Dr. Lyman on Rituximab Biosimilars in Non-Hodgkin Lymphoma

Video

Gary H. Lyman, MD, MPH, senior lead, Health Care Quality and Policy, Hutchinson Institute for Cancer Outcomes Research, member, Cancer Prevention Program, Public Health Services Division, and member, Clinical Research Division, Fred Hutchinson Cancer Research Center, discusses the use of rituximab (Rituxan) biosimilars in the treatment of patients with non-Hodgkin lymphoma (NHL).

Gary H. Lyman, MD, MPH, senior lead, Health Care Quality and Policy, Hutchinson Institute for Cancer Outcomes Research, member, Cancer Prevention Program, Public Health Services Division, and member, Clinical Research Division, Fred Hutchinson Cancer Research Center, discusses the use of rituximab (Rituxan) biosimilars in the treatment of patients with non-Hodgkin lymphoma (NHL).

PF-05280586 (rituximab-pvvr; Ruxience), a biosimilar for rituximab, was approved for the treatment of adult patients with CD20-positive B-cell NHL in July 2019, so it’s hard to say what it’s impact will be. However, at the 2018 ASCO Annual Meeting, a European group presented data on the early use of the rituximab biosimilar in patients with lymphoma. The investigators reported that the use of rituximab biosimilars was more favorable in patients with less curable forms of lymphoma, says Lyman. Notably, oncologists were less willing to use these new agents in the curative setting. They reserved the originator product for patients with diffuse large B-cell lymphoma, where the goal of treatment is usually cure.

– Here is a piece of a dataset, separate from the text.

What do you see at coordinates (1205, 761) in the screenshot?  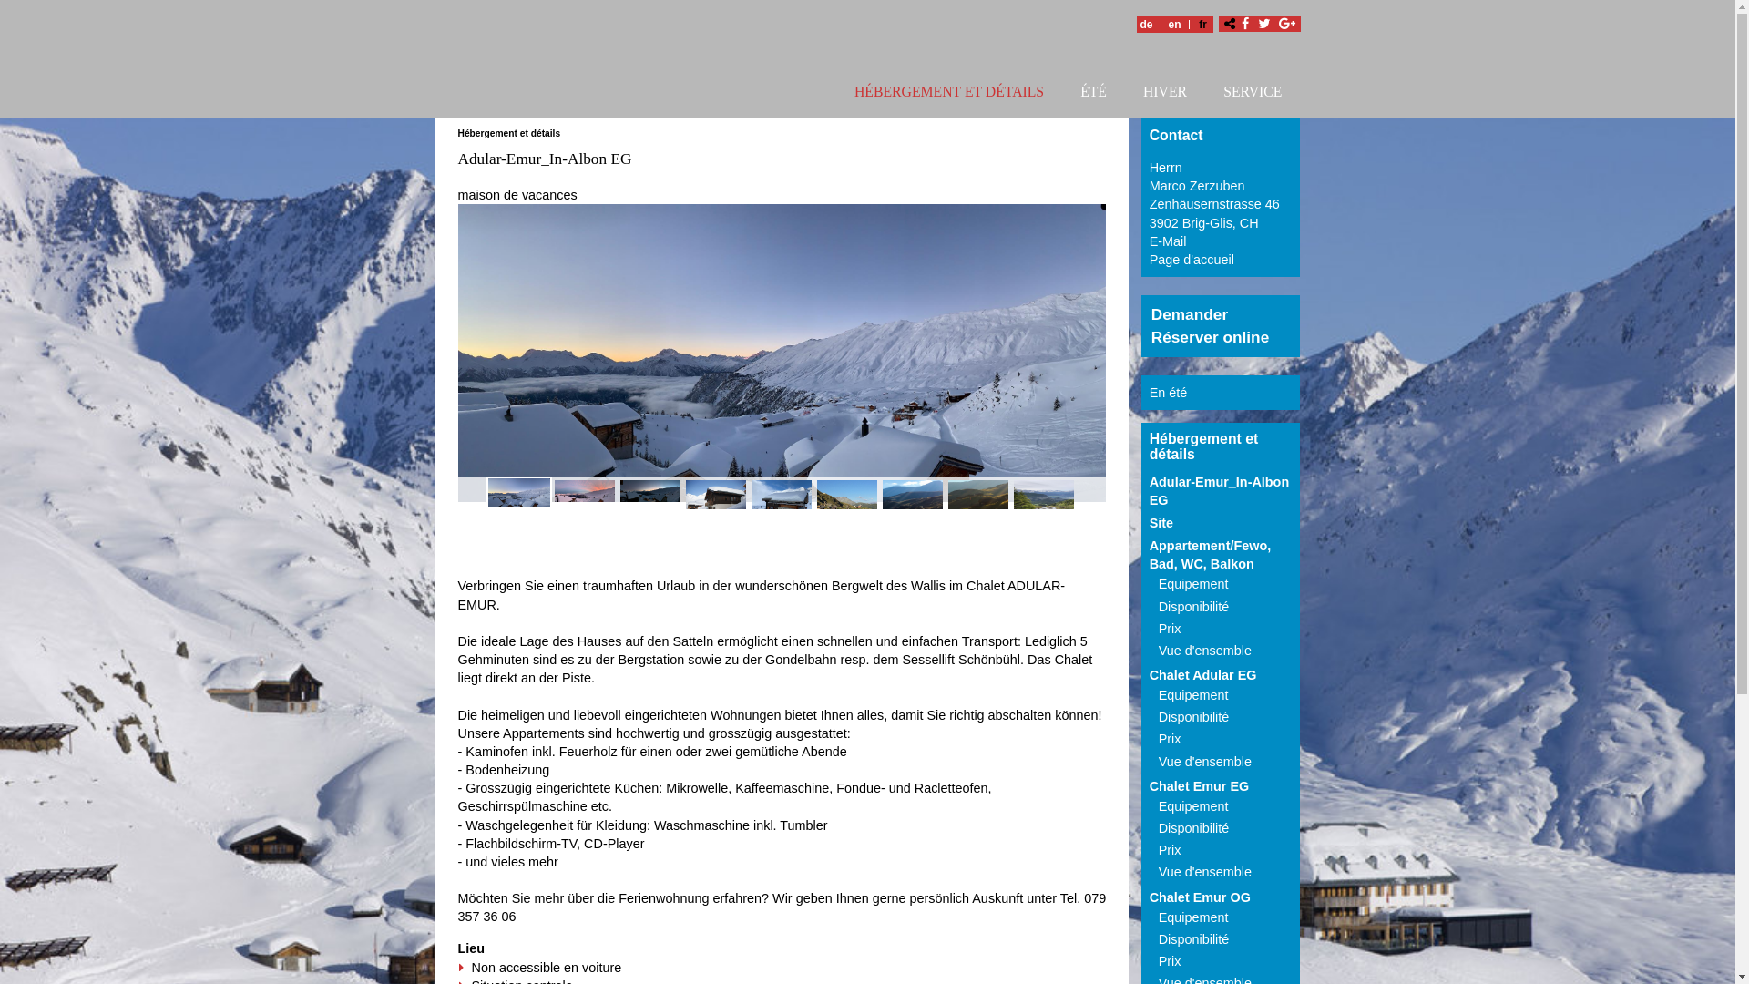 I see `Vue d'ensemble` at bounding box center [1205, 761].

Now that biosimilars are starting to become approved in the treatment setting, there may be some discrimination as to their use outside the supportive care setting, explains Lyman. Therefore, biosimilars are more likely to be used in patients with metastatic disease or in low-grade lymphoma where the goal is extending life but not necessarily cure, says Lyman. Although these data came from Europe, Lyman anticipates that a similar trend will be seen in the United States.